MAKING WHOOPI
Whoopi Goldberg, the former San Diegan who washed dishes at Golden Hill's Big Kitchen and got her break at the San Diego Repertory Theatre, and now the calming influence on ABC's “The View” (10 a.m. daily), has been bouncing delightfully all over the tube.
The other night, she showed off her Oscar-winning prowess as a 1970s New York City disc jockey, a powerful voice to the black community, on ABC's lively “Life on Mars” (10 p.m. Thursdays).
Then she was on Rachael Ray's talk show (9 a.m. daily on ABC). It was her birthday, and the dreadlocked Goldberg, 53, joked about it (she has a 19-year-old granddaughter) and also how she referees political combatants Joy Behar and Elisabeth Hasselbeck during the hot “Hot Topics” segment of “The View.”
She was also pitching “Sugar Plum Ballerinas,” the new children's book she co-authored, and chatted about cooking a Thanksgiving turkey just right (“tons of butter”).
In a Q&A with the audience, she said, “('The View') is the perfect job for me at this time of my life. I'm diggin' what I'm doin'.” So are we.
FROM THE 'TOP'
Richard Sweeney, executive chef at the Gaslamp's Confidential Restaurant & Loft and a graduate of the San Diego Culinary Institute, survived the first week of Bravo's “Top Chef: New York” (10 p.m. Wednesdays).
He's a young guy with a sense of humor, self-deprecating and a member of what he called the show's gay “Team Rainbow.”
Of Bravo's reality shows – from “Project Runway” to “Top Design” – “Top Chef” is a little more difficult with which to relate. One can easily appreciate the creative talent of a fashion designer or the tuned eye of an interior decorator. Not so much the culinary fine points of tzatziki.
Sweeney, 27, who said flirtatiously of head judge Tom Colicchio, “He's a real cutie,” earned a harsh comment on his dish from one judge: “The lamb was overcooked and dry.” A lamb chop, so to speak, but Sweeney will slice and dice another week.
MEA CULPA
In last week's “Spirit of 'Brotherhood' ” item, it was noted that the Showtime series had begun its second season. “Brotherhood” (8 p.m. Sundays) is in its third marvelous season.
WORD PLAY
“A stockbroker beaten in the middle of the day. In this economy, this is the kind of thing that could catch on,” detective Anthony Anderson, at the morgue, NBC's “Law & Order.”
“No one walks in L.A.,” teenager Madeleine Martin taking a stroll with her dad, David Duchovny. Responds he, “We always will, we're New Yorkers,” Showtime's “Californication.”
“Just how long do you sit shiva (a period of mourning for Jews),” Jon Stewart to conservative-leaning Fox News' Chris Wallace, the day after Barack Obama was elected president, Comedy Central's “The Daily Show With Jon Stewart.”
“Sometimes it gets tricky, people yell, 'Tina Feylin!' ” Tina Fey on getting recognized in person for her Sarah Palin impression, CBS' “Late Show With David Letterman.”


ACTIVITY: Scan each line of the records for the word "Engineering" and extract the ones that have it.

[SUPPLIED ENTRIES Boundary: Start]

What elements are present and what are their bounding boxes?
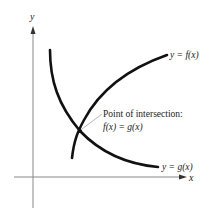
x-axis-label: x [188, 172, 194, 183]
y-axis-label: y [29, 11, 35, 22]
y-axis: y [29, 11, 36, 208]
y-axis-arrow-icon [31, 26, 36, 34]
label-f: y = f(x) [169, 50, 199, 61]
intersection-point [78, 129, 82, 133]
intersection-diagram: y x Point of intersection: f(x) = g(x) y… [0, 0, 211, 215]
x-axis-arrow-icon [179, 175, 187, 180]
annotation-title: Point of intersection: [103, 109, 183, 119]
curve-f [72, 55, 167, 158]
x-axis: x [14, 172, 194, 183]
annotation-equation: f(x) = g(x) [103, 122, 143, 133]
label-g: y = g(x) [161, 162, 193, 173]
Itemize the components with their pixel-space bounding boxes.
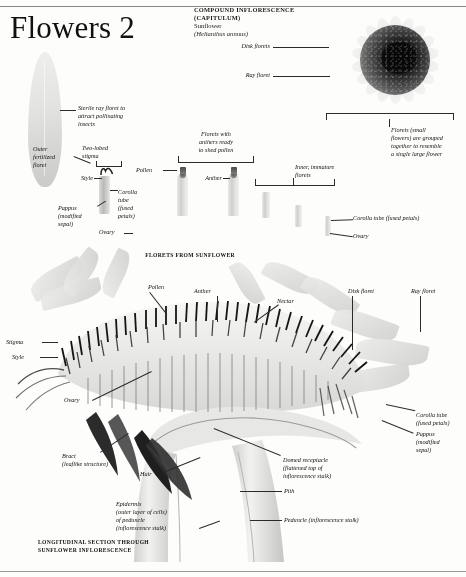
header-line-1: COMPOUND INFLORESCENCE xyxy=(194,6,324,14)
floret-specimen-2 xyxy=(177,176,188,216)
leader-section-ray-floret xyxy=(420,296,421,332)
disc-core xyxy=(381,42,417,74)
label-corolla-tube-right: Corolla tube (fused petals) xyxy=(353,214,461,222)
leader-ray-floret xyxy=(273,76,330,77)
label-pappus: Pappus (modified sepal) xyxy=(58,204,98,228)
label-section-pappus: Pappus (modified sepal) xyxy=(416,430,458,454)
label-bracket-note: Florets (small flowers) are grouped toge… xyxy=(391,126,465,158)
page-title: Flowers 2 xyxy=(10,10,135,46)
label-section-corolla-tube: Corolla tube (fused petals) xyxy=(416,411,466,427)
two-lobed-stigma-glyph xyxy=(100,166,110,175)
leader-style xyxy=(94,178,102,179)
leader-section-disk-floret xyxy=(352,296,353,350)
leader-sterile-ray xyxy=(60,110,76,111)
header-block: COMPOUND INFLORESCENCE (CAPITULUM) Sunfl… xyxy=(194,6,324,38)
label-ovary-right: Ovary xyxy=(353,232,393,240)
immature-floret-1 xyxy=(262,192,270,218)
leader-corolla-tube xyxy=(110,190,118,191)
leader-section-pith xyxy=(240,491,282,492)
label-anther: Anther xyxy=(190,174,222,182)
leader-pollen xyxy=(163,170,177,171)
label-section-style: Style xyxy=(12,353,42,361)
bracket-inner-florets xyxy=(255,179,335,186)
label-section-anther: Anther xyxy=(194,287,224,295)
header-latin-name: (Helianthus annuus) xyxy=(194,30,324,38)
label-style: Style xyxy=(62,174,93,182)
leader-ovary-right xyxy=(330,233,353,237)
leader-section-stigma xyxy=(42,342,58,343)
label-pollen: Pollen xyxy=(136,166,164,174)
header-common-name: Sunflower xyxy=(194,22,324,30)
label-section-pith: Pith xyxy=(284,487,308,495)
floret-specimen-3 xyxy=(228,176,239,216)
label-outer-fertilized-floret: Outer fertilized floret xyxy=(33,145,77,169)
disc-floret-mass xyxy=(360,25,430,95)
leader-ovary xyxy=(124,233,133,234)
anther-glyph-2 xyxy=(231,167,237,178)
caption-bottom-line-2: SUNFLOWER INFLORESCENCE xyxy=(38,546,149,554)
header-line-2: (CAPITULUM) xyxy=(194,14,324,22)
label-ray-floret: Ray floret xyxy=(213,71,270,79)
leader-section-style xyxy=(40,357,58,358)
label-section-epidermis: Epidermis (outer layer of cells) of pedu… xyxy=(116,500,208,532)
sunflower-head-illustration xyxy=(330,8,460,112)
leader-disk-florets xyxy=(273,47,329,48)
bracket-head-stem xyxy=(389,119,390,127)
label-section-ray-floret: Ray floret xyxy=(411,287,453,295)
label-inner-immature-florets: Inner, immature florets xyxy=(295,163,363,179)
caption-bottom-line-1: LONGITUDINAL SECTION THROUGH xyxy=(38,538,149,546)
floret-specimen-1 xyxy=(99,176,110,214)
label-corolla-tube: Corolla tube (fused petals) xyxy=(118,188,152,220)
caption-longitudinal-section: LONGITUDINAL SECTION THROUGH SUNFLOWER I… xyxy=(38,538,149,555)
label-section-disk-floret: Disk floret xyxy=(348,287,392,295)
anther-glyph xyxy=(180,167,186,178)
bracket-anther-florets xyxy=(178,156,254,163)
label-two-lobed-stigma: Two-lobed stigma xyxy=(82,144,132,160)
label-section-nectar: Nectar xyxy=(277,297,307,305)
bracket-head xyxy=(326,113,454,120)
label-section-pollen: Pollen xyxy=(148,283,178,291)
label-section-bract: Bract (leaflike structure) xyxy=(62,452,136,468)
label-section-stigma: Stigma xyxy=(6,338,42,346)
leader-section-peduncle xyxy=(250,520,282,521)
page-canvas: Flowers 2 COMPOUND INFLORESCENCE (CAPITU… xyxy=(0,0,466,577)
leader-section-anther xyxy=(217,296,218,322)
label-florets-anthers: Florets with anthers ready to shed polle… xyxy=(185,130,247,154)
label-disk-florets: Disk florets xyxy=(208,42,270,50)
leader-corolla-tube-right xyxy=(331,219,353,220)
leader-anther xyxy=(223,178,230,179)
label-section-peduncle: Peduncle (inflorescence stalk) xyxy=(284,516,414,524)
bottom-rule xyxy=(0,571,466,572)
immature-floret-2 xyxy=(295,205,302,227)
label-section-domed-receptacle: Domed receptacle (flattened top of inflo… xyxy=(283,456,363,480)
label-sterile-ray-floret: Sterile ray floret to attract pollinatin… xyxy=(78,104,152,128)
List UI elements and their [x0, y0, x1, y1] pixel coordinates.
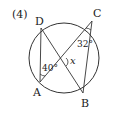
- point-label-B: B: [81, 97, 89, 110]
- angle-arc-A: [40, 74, 45, 76]
- angle-arc-x: [66, 58, 68, 66]
- angle-label-C: 32°: [77, 39, 93, 49]
- circle-geometry-diagram: (4) D C A B 40° 32° x: [0, 0, 116, 115]
- circle: [29, 23, 99, 93]
- problem-number: (4): [12, 8, 28, 21]
- point-label-C: C: [93, 7, 101, 20]
- angle-arc-C: [86, 28, 91, 30]
- angle-label-A: 40°: [42, 63, 58, 73]
- angle-label-x: x: [70, 55, 76, 66]
- segment-DB: [41, 28, 83, 93]
- point-label-A: A: [32, 86, 42, 99]
- point-label-D: D: [35, 15, 44, 28]
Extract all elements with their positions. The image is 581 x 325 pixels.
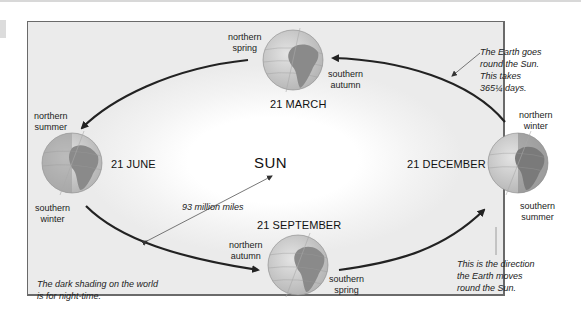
globe-september <box>268 233 328 297</box>
direction-note: This is the direction the Earth moves ro… <box>457 258 535 294</box>
globe-december <box>488 131 548 195</box>
date-june: 21 JUNE <box>111 158 156 170</box>
march-southern-season: southern autumn <box>328 69 363 91</box>
date-september: 21 SEPTEMBER <box>257 219 341 231</box>
orbit-period-note: The Earth goes round the Sun. This takes… <box>480 46 542 94</box>
globe-june <box>42 131 102 195</box>
orbit-note-leader <box>452 53 480 76</box>
sun-label: SUN <box>254 154 287 171</box>
june-northern-season: northern summer <box>34 111 68 133</box>
orbit-arc-march-to-june <box>82 60 248 128</box>
september-northern-season: northern autumn <box>229 240 263 262</box>
distance-label: 93 million miles <box>182 201 244 213</box>
date-march: 21 MARCH <box>270 98 326 110</box>
globe-march <box>263 28 323 92</box>
december-southern-season: southern summer <box>520 201 555 223</box>
december-northern-season: northern winter <box>519 110 553 132</box>
march-northern-season: northern spring <box>228 32 262 54</box>
night-shading-note: The dark shading on the world is for nig… <box>37 278 158 302</box>
september-southern-season: southern spring <box>329 274 364 296</box>
june-southern-season: southern winter <box>35 203 70 225</box>
date-december: 21 DECEMBER <box>407 158 486 170</box>
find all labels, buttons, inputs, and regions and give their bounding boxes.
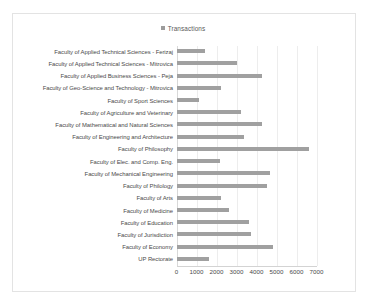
bar [177, 232, 251, 236]
category-label: Faculty of Education [14, 220, 173, 227]
bar-row [177, 144, 317, 156]
category-label: Faculty of Philosophy [14, 146, 173, 153]
category-label: Faculty of Engineering and Architecture [14, 134, 173, 141]
bar-row [177, 46, 317, 58]
category-label: Faculty of Applied Business Sciences - P… [14, 73, 173, 80]
bar-row [177, 70, 317, 82]
bar [177, 257, 209, 261]
category-label: Faculty of Philology [14, 183, 173, 190]
bar-row [177, 254, 317, 266]
bar [177, 122, 262, 126]
bar-row [177, 95, 317, 107]
x-tick-label: 6000 [290, 268, 304, 275]
bar [177, 147, 309, 151]
category-label: Faculty of Mechanical Engineering [14, 171, 173, 178]
bar-row [177, 242, 317, 254]
x-tick-label: 1000 [190, 268, 204, 275]
bar [177, 49, 205, 53]
gridline-7000 [317, 46, 318, 266]
x-axis-line [177, 266, 317, 267]
bar [177, 159, 220, 163]
bar-row [177, 107, 317, 119]
legend-item-transactions: Transactions [161, 25, 206, 32]
bar [177, 196, 221, 200]
bar-row [177, 193, 317, 205]
category-label: Faculty of Geo-Science and Technology - … [14, 85, 173, 92]
bar [177, 86, 221, 90]
category-label: Faculty of Elec. and Comp. Eng. [14, 159, 173, 166]
bar [177, 61, 237, 65]
x-axis-tick-labels: 01000200030004000500060007000 [177, 268, 317, 280]
category-label: UP Rectorate [14, 256, 173, 263]
bar-row [177, 217, 317, 229]
chart-legend: Transactions [0, 24, 366, 32]
bar [177, 208, 229, 212]
bar-row [177, 156, 317, 168]
category-label: Faculty of Mathematical and Natural Scie… [14, 122, 173, 129]
bar [177, 220, 249, 224]
bar [177, 171, 270, 175]
category-label: Faculty of Applied Technical Sciences - … [14, 61, 173, 68]
category-label: Faculty of Arts [14, 195, 173, 202]
x-tick-label: 4000 [250, 268, 264, 275]
category-label: Faculty of Jurisdiction [14, 232, 173, 239]
bar-row [177, 180, 317, 192]
category-label: Faculty of Agriculture and Veterinary [14, 110, 173, 117]
category-label: Faculty of Medicine [14, 208, 173, 215]
bar [177, 110, 241, 114]
bar-row [177, 83, 317, 95]
x-tick-label: 2000 [210, 268, 224, 275]
category-axis-labels: Faculty of Applied Technical Sciences - … [14, 46, 173, 266]
bar-row [177, 119, 317, 131]
bar [177, 98, 199, 102]
bar [177, 184, 267, 188]
chart-plot-area [177, 46, 317, 266]
bar-row [177, 58, 317, 70]
category-label: Faculty of Applied Technical Sciences - … [14, 49, 173, 56]
bar [177, 245, 273, 249]
chart-bars [177, 46, 317, 266]
legend-label: Transactions [168, 25, 206, 32]
x-tick-label: 3000 [230, 268, 244, 275]
bar-row [177, 168, 317, 180]
bar [177, 135, 244, 139]
x-tick-label: 7000 [310, 268, 324, 275]
bar [177, 74, 262, 78]
x-tick-label: 5000 [270, 268, 284, 275]
bar-row [177, 205, 317, 217]
bar-row [177, 132, 317, 144]
x-tick-label: 0 [175, 268, 178, 275]
category-label: Faculty of Economy [14, 244, 173, 251]
bar-row [177, 229, 317, 241]
category-label: Faculty of Sport Sciences [14, 98, 173, 105]
legend-swatch-icon [161, 26, 165, 30]
transactions-bar-chart: Transactions Faculty of Applied Technica… [0, 0, 366, 305]
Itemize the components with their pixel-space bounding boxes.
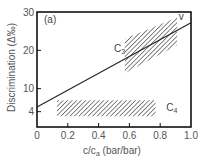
region-c3 [125,17,177,73]
y-tick-label: 20 [23,45,35,56]
y-tick-label: 10 [23,83,35,94]
region-label-sub: 3 [121,48,125,55]
y-tick-label: 4 [28,106,34,117]
x-tick-label: 0.2 [61,130,75,141]
region-label-c3: C3 [114,43,125,55]
annotation-text: v [179,11,184,22]
y-axis-label: Discrimination (Δ‰) [6,23,17,112]
hatched-regions [57,17,177,116]
x-axis-ticks: 00.20.40.60.81.0 [34,123,198,141]
panel-label: (a) [44,14,56,25]
chart: 00.20.40.60.81.0 4102030 (a) C3C4 v c/ca… [0,0,207,168]
y-tick-label: 30 [23,7,35,18]
x-tick-label: 0.8 [153,130,167,141]
region-label-main: C [166,102,173,113]
series-line [37,23,191,107]
x-axis-label-units: (bar/bar) [100,145,141,156]
region-label-main: C [114,43,121,54]
y-axis-ticks: 4102030 [23,7,41,118]
annotations: v [179,11,184,22]
x-tick-label: 1.0 [184,130,198,141]
region-label-c4: C4 [166,102,177,114]
x-axis-label-main: c/c [83,145,96,156]
region-c4 [57,100,156,116]
x-tick-label: 0 [34,130,40,141]
x-tick-label: 0.4 [92,130,106,141]
x-axis-label: c/ca (bar/bar) [83,145,141,157]
region-label-sub: 4 [174,107,178,114]
x-tick-label: 0.6 [122,130,136,141]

[SUPPLIED ENTRIES Boundary: End]

SOLUTION BELOW:
category-label: Faculty of Engineering and Architecture [14, 134, 173, 141]
category-label: Faculty of Mechanical Engineering [14, 171, 173, 178]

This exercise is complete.